WASHINGTON, D.C. — In his upcoming State of the Union speech, President Barack Obama will call on Congress to simplify a tax code he deems overly complicated and weighted toward wealthy Americans, administration officials said Saturday.
The moves–likely to meet resistance from Republicans in Congress–are meant to pay for the long slate of new programs the President began laying out two weeks ago designed to bolster the middle class, including offering two free years of community college to qualified students.
Obama’s aides have been seeking ways to expand a robust economic recovery beyond top earners, who have been buoyed by record closes on Wall Street. Despite reams of positive economic news, most Americans still say economic conditions in the country are only fair.
And, if they see improvement, they aren’t crediting the White House.
“The middle class has yet to experience the prosperity shown in the recovery, and what you’ll see Tuesday night is the vision for finishing that job,” a senior administration official said.
Obama is set to propose Tuesday a $500 tax credit for married couples who both hold jobs; the intention, officials say, is to help alleviate the costs of child care and commuting that lead some spouses–usually women–to determine it makes more financial sense to stop working.
He’ll also spell out ways to simplify the way taxpayers apply for education and child care credits, including increasing the top child care credit to $3,000.
The total cost for the new provisions: $235 billion, according to administration officials, who spoke anonymously ahead of the plan’s official unveiling. For the first time since becoming president, all of Obama’s changes would need to be approved both by a GOP House and a Senate with a new Republican majority.
Looking to increase capital gains rate
To pay for the changes, Obama wants to wring more taxes from investment income–capital gains and dividends–which are taxed at a lower rate than ordinary earnings. Since wealthy Americans are more likely to derive income from investments, they’d bear the overwhelming weight of a higher rate on that type of profit.
The tax rate for capital gains now stands at 20 percent for the highest-earning Americans.

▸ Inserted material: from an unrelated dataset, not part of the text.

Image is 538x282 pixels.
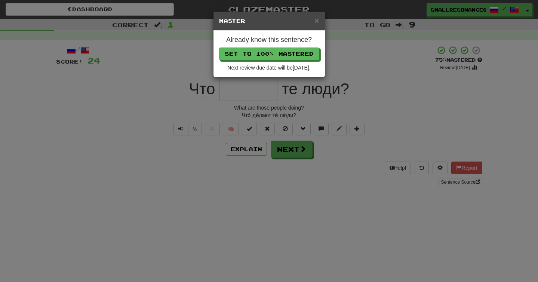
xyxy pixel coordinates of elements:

Officials said Saturday that Obama will call for that rate to increase to 28 percent for those taxpayers.
He will ask lawmakers to close a loophole allowing capital gains on inherited funds to go untaxed–a so-called “trust fund” loophole the White House says allows billions of dollars in capital gains to go untapped by the government every year.

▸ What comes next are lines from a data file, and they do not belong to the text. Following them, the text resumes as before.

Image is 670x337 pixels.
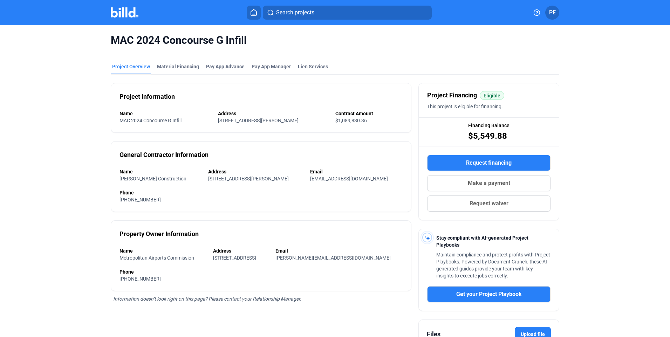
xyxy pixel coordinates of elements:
span: MAC 2024 Concourse G Infill [119,118,182,123]
span: Maintain compliance and protect profits with Project Playbooks. Powered by Document Crunch, these... [436,252,550,279]
div: Address [208,168,303,175]
span: [PHONE_NUMBER] [119,197,161,203]
button: Request financing [427,155,550,171]
span: Information doesn’t look right on this page? Please contact your Relationship Manager. [113,296,301,302]
div: Pay App Advance [206,63,245,70]
div: Contract Amount [335,110,403,117]
span: Metropolitan Airports Commission [119,255,194,261]
button: Request waiver [427,196,550,212]
button: Get your Project Playbook [427,286,550,302]
span: Project Financing [427,90,477,100]
div: Phone [119,268,403,275]
span: [PERSON_NAME][EMAIL_ADDRESS][DOMAIN_NAME] [275,255,391,261]
div: Email [275,247,403,254]
img: Billd Company Logo [111,7,138,18]
div: Address [218,110,328,117]
span: Financing Balance [468,122,510,129]
div: Name [119,110,211,117]
span: Stay compliant with AI-generated Project Playbooks [436,235,528,248]
span: Make a payment [468,179,510,187]
span: This project is eligible for financing. [427,104,503,109]
span: [STREET_ADDRESS][PERSON_NAME] [218,118,299,123]
div: Name [119,247,206,254]
span: Search projects [276,8,314,17]
button: Search projects [263,6,432,20]
button: Make a payment [427,175,550,191]
div: Project Overview [112,63,150,70]
span: [STREET_ADDRESS] [213,255,256,261]
span: Get your Project Playbook [456,290,522,299]
span: Pay App Manager [252,63,291,70]
span: PE [549,8,556,17]
button: PE [545,6,559,20]
span: MAC 2024 Concourse G Infill [111,34,559,47]
span: [PHONE_NUMBER] [119,276,161,282]
div: Material Financing [157,63,199,70]
span: [STREET_ADDRESS][PERSON_NAME] [208,176,289,182]
div: Lien Services [298,63,328,70]
span: Request financing [466,159,512,167]
div: Email [310,168,403,175]
div: General Contractor Information [119,150,208,160]
div: Address [213,247,268,254]
span: $5,549.88 [468,130,507,142]
div: Name [119,168,201,175]
span: $1,089,830.36 [335,118,367,123]
span: [EMAIL_ADDRESS][DOMAIN_NAME] [310,176,388,182]
div: Phone [119,189,403,196]
div: Property Owner Information [119,229,199,239]
span: Request waiver [470,199,508,208]
span: [PERSON_NAME] Construction [119,176,186,182]
mat-chip: Eligible [480,91,504,100]
div: Project Information [119,92,175,102]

“This proposal is doing what it is intended to do, which is to make sure that the large, accumulated, unearned wealth of the wealthiest Americans is actually subject to tax,” an Obama administration official said. “We are quite confident that we can do this in a way that achieves that objective while in fact helping middle-class families by putting those resources to better use.”
The arguments against raising tax rates on investment income are well established: opponents argue it poses a “double tax” scenario, since the corporate profits that drive stock prices are already subject to taxes. And they stress some portion of investment gains is driven by inflation.
But Republicans aren’t necessarily opposed to altering how investment income is taxed: last year’s proposal from the top Republican on the House tax writing committee, Rep. Dave Camp, called for applying ordinary income tax rates on 60 percent of capital gains and excluding the other 40 percent altogether. That put the top rate at 21 percent.
In his speech Tuesday, Obama also plans to all for a new fee on large financial institutions; Camp’s plan called for an excise tax on large banks.
“I would say that a number of the ideas that the President is outlining in this new proposal do have–already have–clear congressional bipartisan support,” a senior administration official said Saturday.
Obama has spent the last two weeks offering up an advance look at his State of the Union address, including the community college proposal, a plan to expand high-speed Internet and reducing rates of federally backed mortgages.
The early look is meant to introduce Americans to each scheme individually, said administration aides, who determined the yearly laundry-list of plans–combined with updates on America’s foreign policy–wasn’t digestible during a single prime-time event.
That doesn’t mean, however, the speech will necessarily be any shorter than the 65-minute address Obama delivered last year.
“It will still be a healthy speech in terms of breadth and length,” one official said.